Anatomical evidence also supports this functional hypothesis. The flocculonodular lobe (the vestibulo-cerebellum) has primary connections with the vestibular nuclei [100], [101], and it also receives visual inputs. The vestibulo-cerebellar tract carries information from the semi-circular canals of the inner ear to the cerebellum via the vestibular nucleus located in the lower pons and medulla. In addition, the reticulo-cerebellar tract conveys signals received by the reticular nuclei in various parts of the brainstem from the cortex, spinal cord, vestibular system and red nucleus. Then, the medial zone of the anterior and posterior lobes (which constitutes the spinocerebellum or paleocerebellum) receives proprioceptive inputs from the dorsal columns of the spinal cord and from the trigeminal nerve [102], as well as from visual and auditory systems [103]. It sends fibres to the deep cerebellar nuclei that, in turn, project to both the cerebral cortex and the brainstem, thus providing modulation of descending motor systems.
The cerebellum is likely to encode the dynamics of body limbs by using this idiothetic information and an efference copy of the motor command. When the cortex sends a motor command to lower motor neurons in the brainstem and spinal cord, a copy of this message reaches the cerebellum through the cortico-pontine-cerebellar tract [103]. There is strong evidence for the cerebellum to predict future states of the limbs by using this efference copy [104]–[106]. As a consequence, it is plausible that the cerebellum provides an estimates of the future state of the whole body (position, orientation, speed) to refine sensory feedback information.
Cerebellar adaptation influences hippocampal place coding
An important prediction of this work is at the level of neuronal activity of hippocampal place cells. The presented results provide new insights on how dysfunctions at the cerebellar plasticity level could have observable implications on the construction of hippocampal place maps. A possible impact may concern the shaping of place fields, and in particular the multimodal vs. unimodal characteristics of spatially selective activity profiles – i.e. the mean number of peaks of hippocampal receptive fields. In our analyses, this discrepancy is one of the signatures of suboptimal population place coding in the simulated L7-PKCI mice. This hypothesis can be tested by performing electrophysiological recordings of pyramidal cells in the hippocampal formation (both CA1–CA3 place cells and entorhinal grid cells) of L7-PKCI mice solving open-field spatial tasks. We expect to have larger unitary place coding differences when idiothetic cues are the main source of information for place learning.

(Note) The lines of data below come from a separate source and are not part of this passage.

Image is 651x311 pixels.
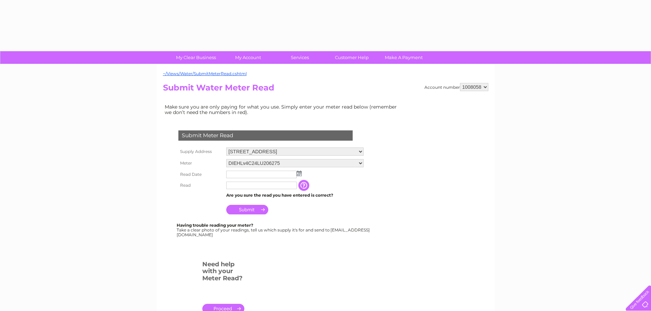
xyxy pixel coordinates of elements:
[163,71,247,76] a: ~/Views/Water/SubmitMeterRead.cshtml
[226,205,268,215] input: Submit
[163,83,489,96] h2: Submit Water Meter Read
[178,131,353,141] div: Submit Meter Read
[220,51,276,64] a: My Account
[272,51,328,64] a: Services
[225,191,366,200] td: Are you sure the read you have entered is correct?
[177,158,225,169] th: Meter
[324,51,380,64] a: Customer Help
[298,180,311,191] input: Information
[376,51,432,64] a: Make A Payment
[425,83,489,91] div: Account number
[202,260,244,286] h3: Need help with your Meter Read?
[177,223,253,228] b: Having trouble reading your meter?
[297,171,302,176] img: ...
[163,103,402,117] td: Make sure you are only paying for what you use. Simply enter your meter read below (remember we d...
[177,146,225,158] th: Supply Address
[177,180,225,191] th: Read
[177,223,371,237] div: Take a clear photo of your readings, tell us which supply it's for and send to [EMAIL_ADDRESS][DO...
[177,169,225,180] th: Read Date
[168,51,224,64] a: My Clear Business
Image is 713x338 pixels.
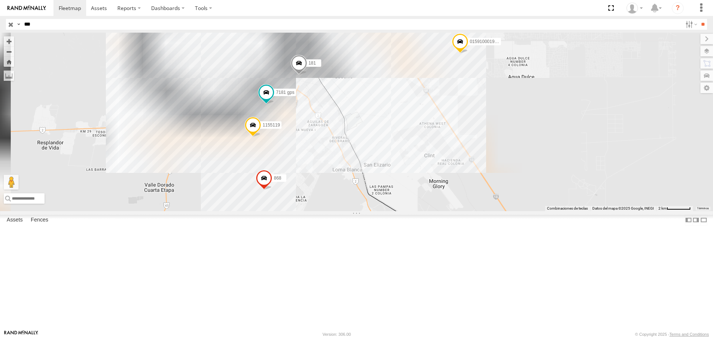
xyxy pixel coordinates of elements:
[309,61,316,66] span: 181
[547,206,588,211] button: Combinaciones de teclas
[692,215,700,226] label: Dock Summary Table to the Right
[276,90,294,95] span: 7181 gps
[4,36,14,46] button: Zoom in
[7,6,46,11] img: rand-logo.svg
[3,215,26,226] label: Assets
[700,215,707,226] label: Hide Summary Table
[27,215,52,226] label: Fences
[16,19,22,30] label: Search Query
[700,83,713,93] label: Map Settings
[4,71,14,81] label: Measure
[685,215,692,226] label: Dock Summary Table to the Left
[323,332,351,337] div: Version: 306.00
[592,206,654,211] span: Datos del mapa ©2025 Google, INEGI
[670,332,709,337] a: Terms and Conditions
[4,331,38,338] a: Visit our Website
[683,19,699,30] label: Search Filter Options
[4,57,14,67] button: Zoom Home
[4,46,14,57] button: Zoom out
[672,2,684,14] i: ?
[624,3,645,14] div: MANUEL HERNANDEZ
[263,123,280,128] span: 1155119
[635,332,709,337] div: © Copyright 2025 -
[697,207,709,210] a: Términos
[658,206,667,211] span: 2 km
[656,206,693,211] button: Escala del mapa: 2 km por 61 píxeles
[4,175,19,190] button: Arrastra al hombrecito al mapa para abrir Street View
[274,176,281,181] span: 868
[470,39,507,44] span: 015910001918195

The role of the cerebellum in exploratory behaviour
Another prediction derived from our results concerns the consequences of suboptimal spatial coding in L7-PKCI mice for exploratory behaviour. In our model, the probability of circling behaviour depends directly on the quality of the hippocampal spatial code. Since simulated L7-PKCI mice have less accurate spatial representations than controls, they express an increased circling behaviour, in agreement with experimental data [18]. Our results suggest a bias in L7-PKCIs' exploration-exploitation balance towards exploration. We predict that in the free exploration paradigm proposed by Fonio et al. [86], L7-PKCI mice should exhibit a delayed switch between “macro degrees of freedom” compared to controls (e.g. from exploration of near-wall areas to incursions into the centre of the environment). According to our model, this observable behavioural differences between mutant and control animals would be due to local procedural deficits and impaired integration of idiothetic movements. Therefore, conducting this experiment in darkness, which increases the importance of idiothetic cues, may result in more significant intergroup behavioural differences.

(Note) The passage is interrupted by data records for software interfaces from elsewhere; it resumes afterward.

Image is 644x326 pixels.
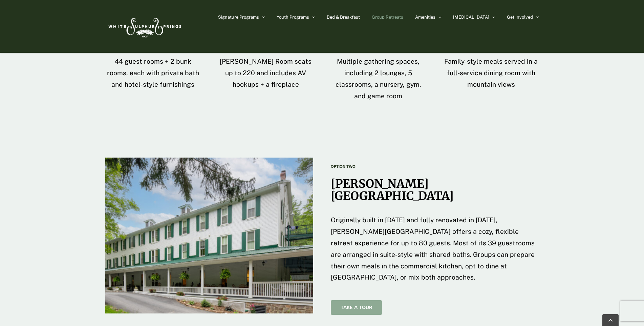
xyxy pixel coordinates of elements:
img: harrison-hero-image [105,158,314,314]
span: Originally built in [DATE] and fully renovated in [DATE], [PERSON_NAME][GEOGRAPHIC_DATA] offers a... [331,217,535,281]
span: Multiple gathering spaces, including 2 lounges, 5 classrooms, a nursery, gym, and game room [336,58,421,99]
span: 44 guest rooms + 2 bunk rooms, each with private bath and hotel-style furnishings [107,58,199,88]
span: [PERSON_NAME] Room seats up to 220 and includes AV hookups + a fireplace [220,58,312,88]
a: Take A Tour [331,300,382,315]
span: Youth Programs [276,15,309,19]
span: [PERSON_NAME][GEOGRAPHIC_DATA] [331,177,454,203]
span: Group Retreats [372,15,403,19]
img: White Sulphur Springs Logo [105,11,183,42]
span: [MEDICAL_DATA] [453,15,489,19]
span: Get Involved [507,15,533,19]
span: Take A Tour [341,305,372,311]
span: Amenities [415,15,435,19]
span: Signature Programs [218,15,259,19]
span: Bed & Breakfast [327,15,360,19]
span: Family-style meals served in a full-service dining room with mountain views [444,58,538,88]
strong: OPTION TWO [331,164,355,169]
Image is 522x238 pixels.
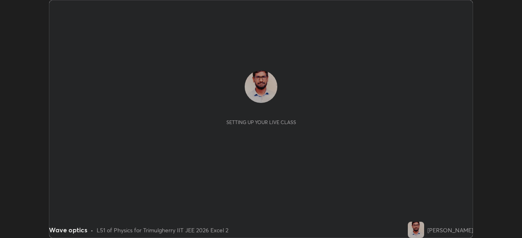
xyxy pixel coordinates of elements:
div: L51 of Physics for Trimulgherry IIT JEE 2026 Excel 2 [97,226,228,235]
div: [PERSON_NAME] [427,226,473,235]
img: 999cd64d9fd9493084ef9f6136016bc7.jpg [245,71,277,103]
img: 999cd64d9fd9493084ef9f6136016bc7.jpg [408,222,424,238]
div: Setting up your live class [226,119,296,126]
div: Wave optics [49,225,87,235]
div: • [90,226,93,235]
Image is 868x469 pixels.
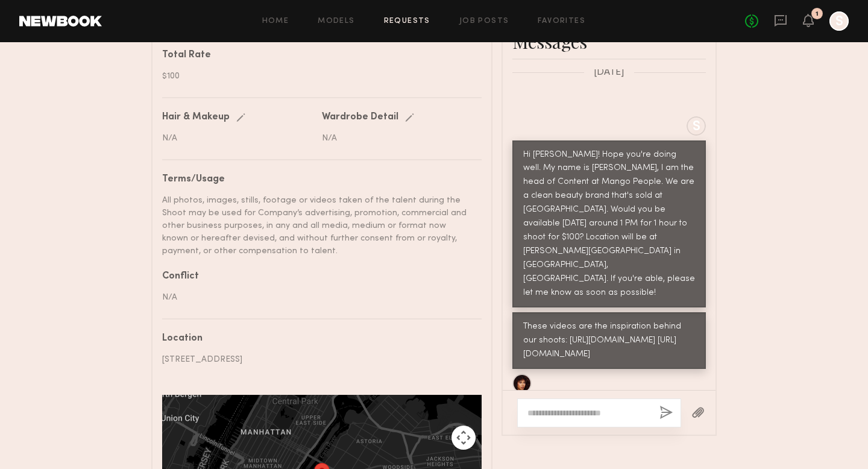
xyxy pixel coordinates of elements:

Relation to other experimental data
We now discuss and re-interpret available experimental data within our theoretical framework. The first evidence for a cerebellar role in spatial behaviour dates back to Lalonde et al. [42], [92], [93], who assessed the navigation abilities of weaver, staggerer and lurcher mutants in comparison to control mice – weaver mutants present a selective degeneration of cerebellar granule cells; staggerer mice lose cerebellar Purkinje cells, granules cells and inferior olive neurons; and lurcher mutants present a degeneration of the olivo-cerebellar system. All three types of mutants have deficits in the acquisition of maze learning, with different degrees of severity [42], [92], [93]. Although these studies suggested that procedural memory was likely to be primarily affected, they could not dissociate the relative importance of procedural and declarative memories in the observed deficits. Also, the cerebellar ataxia produced by such mutations and the subsequent visuo-motor deficits (e.g. lurcher mutants had difficulties in navigating toward a visible goal [93]) made it difficult to interpret the observed procedural impairments. In the light of our results, we suggest that weaver, staggerer and lurcher mice may have developed local and global procedural impairments. Also, depending on the complexity of the task, mice could have suffered from a delay in the establishment of declarative memories compared to control animals. This would also explain the deficit observed experimentally in maze learning with staggerer mice [92].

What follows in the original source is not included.